# Supplied entries

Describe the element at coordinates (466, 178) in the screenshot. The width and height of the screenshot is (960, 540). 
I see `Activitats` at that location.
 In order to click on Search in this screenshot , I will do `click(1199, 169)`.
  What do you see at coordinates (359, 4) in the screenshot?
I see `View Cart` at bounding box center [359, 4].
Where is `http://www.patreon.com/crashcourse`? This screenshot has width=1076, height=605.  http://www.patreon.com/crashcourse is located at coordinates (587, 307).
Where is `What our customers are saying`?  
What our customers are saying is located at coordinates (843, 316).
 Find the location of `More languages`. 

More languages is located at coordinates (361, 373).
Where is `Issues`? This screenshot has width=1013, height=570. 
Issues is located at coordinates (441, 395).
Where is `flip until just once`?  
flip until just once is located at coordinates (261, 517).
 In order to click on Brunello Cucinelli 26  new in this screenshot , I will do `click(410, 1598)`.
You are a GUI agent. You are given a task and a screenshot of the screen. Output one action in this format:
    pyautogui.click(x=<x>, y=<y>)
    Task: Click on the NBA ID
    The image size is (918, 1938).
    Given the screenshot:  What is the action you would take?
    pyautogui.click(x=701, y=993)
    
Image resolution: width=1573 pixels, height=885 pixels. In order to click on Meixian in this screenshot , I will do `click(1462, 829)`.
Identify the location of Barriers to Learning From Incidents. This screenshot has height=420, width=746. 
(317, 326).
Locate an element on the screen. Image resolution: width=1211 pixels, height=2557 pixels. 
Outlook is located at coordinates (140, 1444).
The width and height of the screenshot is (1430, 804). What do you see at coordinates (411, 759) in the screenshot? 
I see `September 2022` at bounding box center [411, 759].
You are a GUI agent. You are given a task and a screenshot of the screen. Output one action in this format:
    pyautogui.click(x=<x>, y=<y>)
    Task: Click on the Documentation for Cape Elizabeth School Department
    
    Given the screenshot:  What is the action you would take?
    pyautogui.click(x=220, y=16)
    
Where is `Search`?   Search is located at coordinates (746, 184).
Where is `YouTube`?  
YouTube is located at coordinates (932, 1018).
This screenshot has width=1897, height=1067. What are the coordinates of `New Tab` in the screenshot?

# Exercise goal
The response should be an exact copy of all the records above.

# Answer section
Describe the element at coordinates (466, 178) in the screenshot. The width and height of the screenshot is (960, 540). 
I see `Activitats` at that location.
 In order to click on Search in this screenshot , I will do `click(1199, 169)`.
  What do you see at coordinates (359, 4) in the screenshot?
I see `View Cart` at bounding box center [359, 4].
Where is `http://www.patreon.com/crashcourse`? This screenshot has width=1076, height=605.  http://www.patreon.com/crashcourse is located at coordinates (587, 307).
Where is `What our customers are saying`?  
What our customers are saying is located at coordinates (843, 316).
 Find the location of `More languages`. 

More languages is located at coordinates (361, 373).
Where is `Issues`? This screenshot has width=1013, height=570. 
Issues is located at coordinates (441, 395).
Where is `flip until just once`?  
flip until just once is located at coordinates (261, 517).
 In order to click on Brunello Cucinelli 26  new in this screenshot , I will do `click(410, 1598)`.
You are a GUI agent. You are given a task and a screenshot of the screen. Output one action in this format:
    pyautogui.click(x=<x>, y=<y>)
    Task: Click on the NBA ID
    The image size is (918, 1938).
    Given the screenshot:  What is the action you would take?
    pyautogui.click(x=701, y=993)
    
Image resolution: width=1573 pixels, height=885 pixels. In order to click on Meixian in this screenshot , I will do `click(1462, 829)`.
Identify the location of Barriers to Learning From Incidents. This screenshot has height=420, width=746. 
(317, 326).
Locate an element on the screen. Image resolution: width=1211 pixels, height=2557 pixels. 
Outlook is located at coordinates (140, 1444).
The width and height of the screenshot is (1430, 804). What do you see at coordinates (411, 759) in the screenshot? 
I see `September 2022` at bounding box center [411, 759].
You are a GUI agent. You are given a task and a screenshot of the screen. Output one action in this format:
    pyautogui.click(x=<x>, y=<y>)
    Task: Click on the Documentation for Cape Elizabeth School Department
    
    Given the screenshot:  What is the action you would take?
    pyautogui.click(x=220, y=16)
    
Where is `Search`?   Search is located at coordinates (746, 184).
Where is `YouTube`?  
YouTube is located at coordinates (932, 1018).
This screenshot has width=1897, height=1067. What are the coordinates of `New Tab` in the screenshot?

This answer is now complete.